My wife has an uncanny ability to find songs that she knows I’ll like. She’s been right so often over the years that I’ve learned to trust her instincts, at least when it comes to music. So when she sat down to play me the song by Jason Mraz called 3 Things, I was prepared for it to become one of my favorites.
Since that night, 3 Things has played within me as if on endless loop. And unlike other songs that have gotten stuck inside me, songs that I would have done anything to exorcise, I hope this one never leaves.
The song begins with a sobering line: “There are three things I do when my life falls apart.”
Now I’ve been with enough people whose lives are falling apart to know that I’m not one of them. And yet, the past four years have been challenging enough to convince me of any life’s vulnerability, including my own. I keep uttering the same words to no one in particular, “I just can’t get any traction,” because messy things keep intruding into my well-crafted plans for life. So while my life isn’t falling apart now, it is for people I love, and the possibility remains that the same could happen to my life in some ordinary instant.
While some songs resonate with you because they express exactly what you’re feeling at the time, other songs say things that you aren’t speaking at the moment, but you fear you will one day need to say, so you hold them in trust. This is one of those songs for me. I am holding it in trust for some future day when it does seem as if my life is caving in.
So the song Alayne shared with me suggests 3 things to do when your life falls apart.
The first thing recognizes the need to face the pain that such moments bring: “Number one, I cry my eyes out and I dry up my heart.” The temptation to numb ourselves, to avoid pain, makes it difficult to let go of what was in order to move into the new life before us.
The second thing suggests an act of gratitude. “The second thing I do is I close both of my eyes, and I sing my thank-yous to each and every moment of my life. I go where I know the love is and let it fill me up inside, Gathering new strength from sorrow, I’m glad to be alive.”
The line about how it’s possible to “gather new strength from sorrow” promises to redeem even the moments of my life that I try to forget. Giving thanks for the experiences of my life, including the ones that hold the shards of my broken heart or the shadows of my grief, points me once more to the myriad places “where I know the love is,” and I trust that I will find power to affirm the goodness of life once more.
The song concludes with a final admonition: “Oh, the third thing I do now when my world caves in, Is I pause, I take a breath, and bow, and I let the chapter end. I design my future bright not by where my life has been. And I try, try, try, try, try again. Yes, I try, try, try, try, try again.”
The song bears witness to its experience of what can happen when these three thing are done: “Things are looking up. I know beyond the dark the sun is rising. Things are looking up. I know above the clouds the sun is shining on. Things are looking up. And love is still the answer I’m relying on.”

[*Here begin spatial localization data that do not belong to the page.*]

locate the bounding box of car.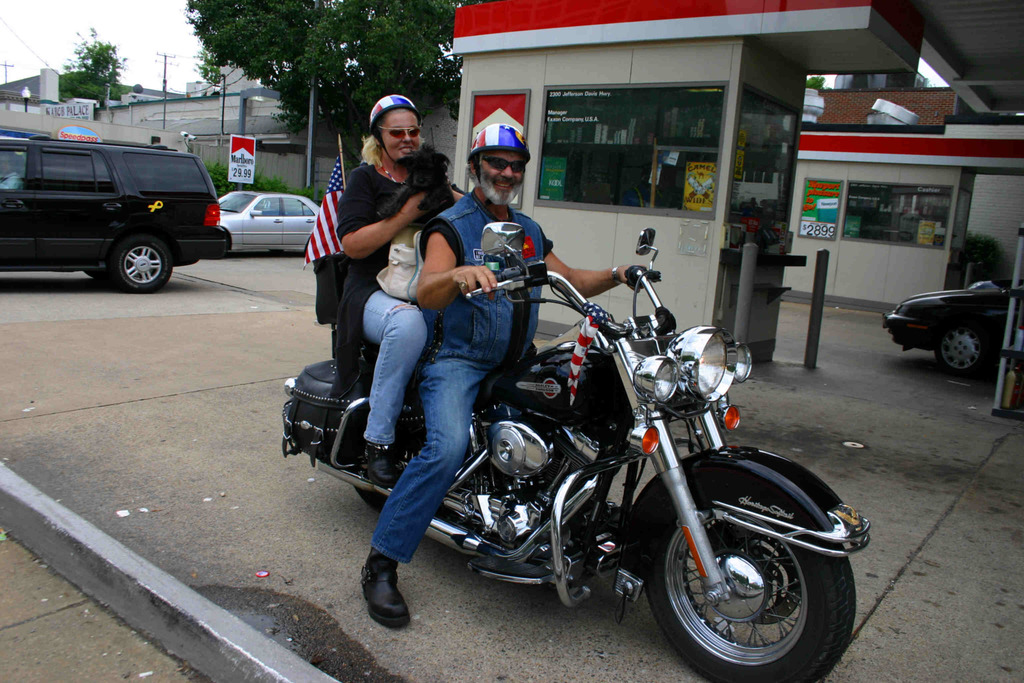
Bounding box: <bbox>881, 279, 1002, 375</bbox>.
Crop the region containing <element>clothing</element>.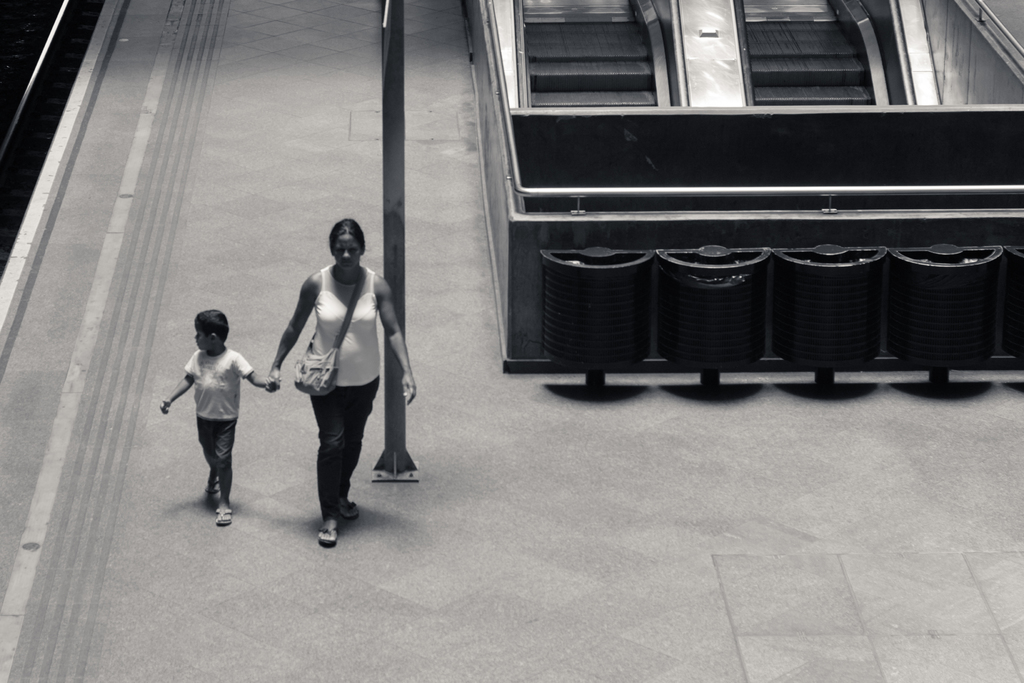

So I’m holding this song in trust until I need it. But even now, I plan to practice the second thing it recommends. I will sing my thank-yous to each and every moment of my life, and I’ll go to where I know the love is and let it fill me up inside. And I will gather new strength from sorrow, realizing along the way that I am glad to be alive.
Julia Jennings
John we have been Theron that hard place too many times to think of! Just remember we love all of you all and we are here for you ! Love you Julia!
Karen Fields
Thanks for the beautifully written reminder to find thanks even in our times of sorrow, which suggests bringing them to our Savior in trust. Blessings to you today.